I collect a very large amount of logs, when I do a search (search in last 5, 10.15 minutes …) I do not receive the logs. (just for information, my server logs are powerful, i.e. it is not a resource problem on the server side)
While retrieving data for this widget, the following error(s) occurred:
Connection refused (Connection refused).
Please Help !!!
In this case, is it necessary Add more resources to Elasticsearch or adjust the output settings from Graylog to Elasticsearch ?? Can somebody please explain it to me ?
Based on the messages it looks like either your elasticsearch instance/cluster is at the least not accessible, but also possibly not healthy or not able to keep up (resources) with the amount of data it is receiving. It appears the graylog server is journaling messages more quickly than elasticsearch can process them, hence the warning about some messages being flushed from the journal before they can be indexed.
Make sure ES is reachable by Graylog. If it is, check health and performance.
Is ES served up on the same host as graylog? Or is it a separate host? If they are on separate hosts then the messages queueing on Graylog more quickly than they can be indexed by ES could be a problem with the network connection between them.
How is performance of Graylog? Do you have any pipeline rules:
Graylog and elasticsearch in the same host ! I assure you that there is not a network problem, graylog has enough ram 12 GB and 8 vcpu and has large amount of storage…
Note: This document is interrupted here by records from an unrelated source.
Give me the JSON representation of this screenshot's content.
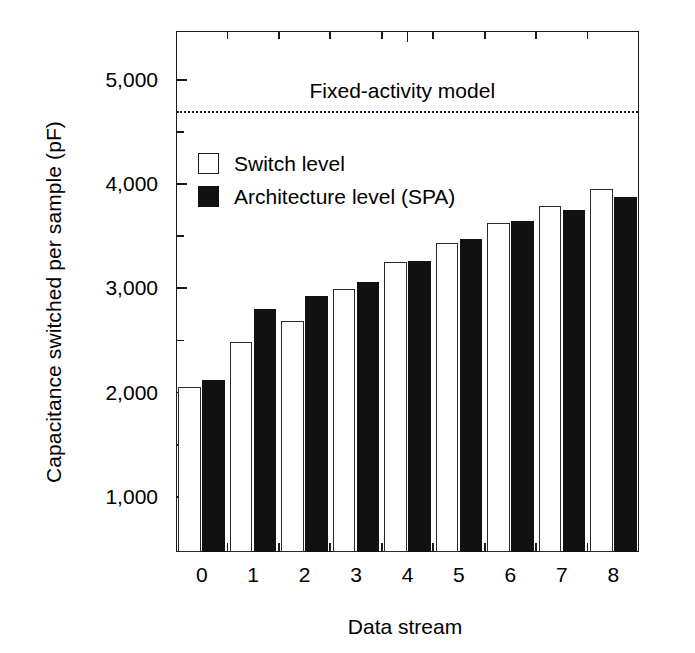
{
  "chart_data": {
    "type": "bar",
    "title": "",
    "xlabel": "Data stream",
    "ylabel": "Capacitance switched per sample (pF)",
    "categories": [
      "0",
      "1",
      "2",
      "3",
      "4",
      "5",
      "6",
      "7",
      "8"
    ],
    "series": [
      {
        "name": "Switch level",
        "style": "open-white-bar",
        "values": [
          2050,
          2490,
          2690,
          2990,
          3250,
          3440,
          3630,
          3790,
          3950
        ]
      },
      {
        "name": "Architecture level (SPA)",
        "style": "filled-black-bar",
        "values": [
          2120,
          2800,
          2930,
          3060,
          3260,
          3470,
          3650,
          3750,
          3880
        ]
      }
    ],
    "ylim": [
      470,
      5470
    ],
    "ytick_values": [
      1000,
      2000,
      3000,
      4000,
      5000
    ],
    "ytick_labels": [
      "1,000",
      "2,000",
      "3,000",
      "4,000",
      "5,000"
    ],
    "yminor_tick_values": [
      1500,
      2500,
      3500,
      4500
    ],
    "grid": false,
    "legend_position": "upper-left-inside",
    "annotations": [
      {
        "type": "horizontal-reference-line",
        "label": "Fixed-activity model",
        "value": 4700,
        "line_style": "dotted"
      }
    ]
  },
  "axes": {
    "y_title": "Capacitance switched per sample (pF)",
    "x_title": "Data stream",
    "y_ticks": [
      "5,000",
      "4,000",
      "3,000",
      "2,000",
      "1,000"
    ],
    "x_ticks": [
      "0",
      "1",
      "2",
      "3",
      "4",
      "5",
      "6",
      "7",
      "8"
    ]
  },
  "legend": {
    "items": [
      {
        "label": "Switch level",
        "swatch": "open-square"
      },
      {
        "label": "Architecture level (SPA)",
        "swatch": "filled-square"
      }
    ]
  },
  "annotation": {
    "fixed_activity_label": "Fixed-activity model"
  },
  "colors": {
    "line": "#1a1a1a",
    "fill_dark": "#111111",
    "fill_light": "#ffffff",
    "background": "#ffffff"
  }
}
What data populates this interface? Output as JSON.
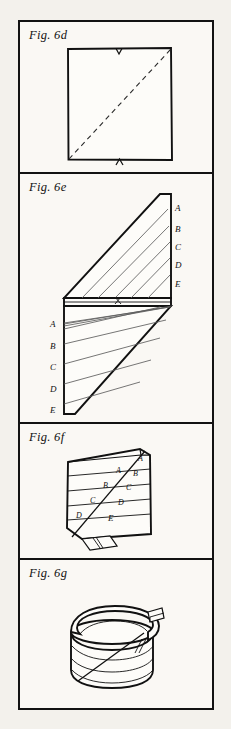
{
  "plate": {
    "background_color": "#f3f1ec",
    "paper_color": "#faf8f4",
    "ink_color": "#111111",
    "panels": [
      {
        "id": "6d",
        "label": "Fig. 6d",
        "caption_style": "italic-serif",
        "figure_type": "square-with-diagonal-fold-line",
        "marks": {
          "top_edge_notch": "V",
          "bottom_edge_notch": "A"
        },
        "diagonal": "dashed, bottom-left to top-right"
      },
      {
        "id": "6e",
        "label": "Fig. 6e",
        "figure_type": "sheared-parallelogram-band-with-ruled-lines",
        "right_labels": [
          "A",
          "B",
          "C",
          "D",
          "E"
        ],
        "left_labels": [
          "A",
          "B",
          "C",
          "D",
          "E"
        ],
        "center_mark": "X"
      },
      {
        "id": "6f",
        "label": "Fig. 6f",
        "figure_type": "coiled-banded-block-with-diagonal",
        "left_of_diagonal_labels": [
          "A",
          "B",
          "C",
          "D"
        ],
        "right_of_diagonal_labels": [
          "A",
          "B",
          "C",
          "D",
          "E"
        ]
      },
      {
        "id": "6g",
        "label": "Fig. 6g",
        "figure_type": "helical-coil-cylinder-with-loose-end",
        "labels": []
      }
    ]
  }
}
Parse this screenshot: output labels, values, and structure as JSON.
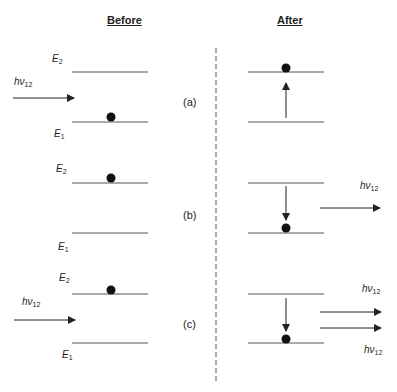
{
  "headers": {
    "before": "Before",
    "after": "After"
  },
  "energy_levels": {
    "upper": "E",
    "upper_sub": "2",
    "lower": "E",
    "lower_sub": "1"
  },
  "photon": {
    "symbol": "hν",
    "sub": "12"
  },
  "cases": [
    {
      "label": "(a)",
      "process": "absorption"
    },
    {
      "label": "(b)",
      "process": "spontaneous-emission"
    },
    {
      "label": "(c)",
      "process": "stimulated-emission"
    }
  ],
  "colors": {
    "line": "#555555",
    "dot": "#111111",
    "arrow": "#222222"
  }
}
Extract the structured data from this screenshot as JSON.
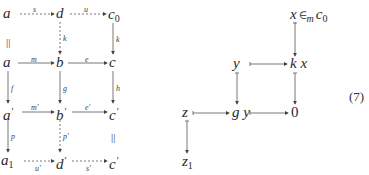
{
  "equation_number": "(7)",
  "left_diagram": {
    "nodes": {
      "r1c1": "a",
      "r1c2": "d",
      "r1c3": "c",
      "r1c3_sub": "0",
      "r2c1": "a",
      "r2c2": "b",
      "r2c3": "c",
      "r3c1": "a",
      "r3c2": "b",
      "r3c3": "c",
      "r4c1": "a",
      "r4c1_sub": "1",
      "r4c2": "d",
      "r4c3": "c"
    },
    "prime_mark": "′",
    "edges": {
      "r1_h1": "s",
      "r1_h2": "u",
      "r2_h1": "m",
      "r2_h2": "e",
      "r3_h1": "m′",
      "r3_h2": "e′",
      "r4_h1": "u′",
      "r4_h2": "s′",
      "v_r1c1": "||",
      "v_r1c2": "k",
      "v_r1c3": "k",
      "v_r2c1": "f",
      "v_r2c2": "g",
      "v_r2c3": "h",
      "v_r3c1": "p",
      "v_r3c2": "p′",
      "v_r3c3": "||"
    }
  },
  "right_diagram": {
    "nodes": {
      "top": "x",
      "top_rel": "∈",
      "top_rel_sub": "m",
      "top_target": "c",
      "top_target_sub": "0",
      "mid_left": "y",
      "mid_right": "k x",
      "bot_left": "z",
      "bot_mid": "g y",
      "bot_right": "0",
      "bottom": "z",
      "bottom_sub": "1"
    }
  }
}
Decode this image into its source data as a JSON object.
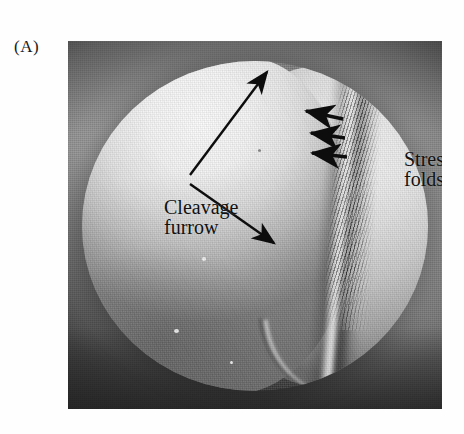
{
  "figure": {
    "panel_label": "(A)",
    "type": "scanning-electron-micrograph"
  },
  "annotations": [
    {
      "id": "cleavage-furrow",
      "line1": "Cleavage",
      "line2": "furrow",
      "pointer": "double-leader-v",
      "arrow_count": 2
    },
    {
      "id": "stress-folds",
      "line1": "Stress",
      "line2": "folds",
      "pointer": "triple-arrow-left",
      "arrow_count": 3
    }
  ],
  "colors": {
    "plate_background": "#9a9a9a",
    "plate_dark_corner": "#3a3a3a",
    "cell_highlight": "#f0f0f0",
    "cell_midtone": "#8a8a8a",
    "annotation_ink": "#111111",
    "page_background": "#ffffff"
  }
}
now it is working properly. its operation is correct I can load (at least 5 minutes …) and is ok,
NO I don’t have a pipeline rules . of course, I indexed the logs for a period of 4 months, I indexed it per month, but it’s getting heavy. so I indexed it daily, (for a period of 4 months)
If there is no evidence of compute exhaustion, there’s no network issue to worry about, and you don’t have any special processing like a pipeline rule then I would suspect storage performance. You mention that you are processing a lot of messages. If you look at iotop/atop/top (wa column) do you see many processes waiting for disk?
Related, we found this guide very valuable for monitoring performance to identify any issues:
We also followed the Elasticsearch guidelines for sizing based on our deployment to ensure that we are within or as near to as possible the recommendations for shard count / size and adjusted Graylog indices as necessary.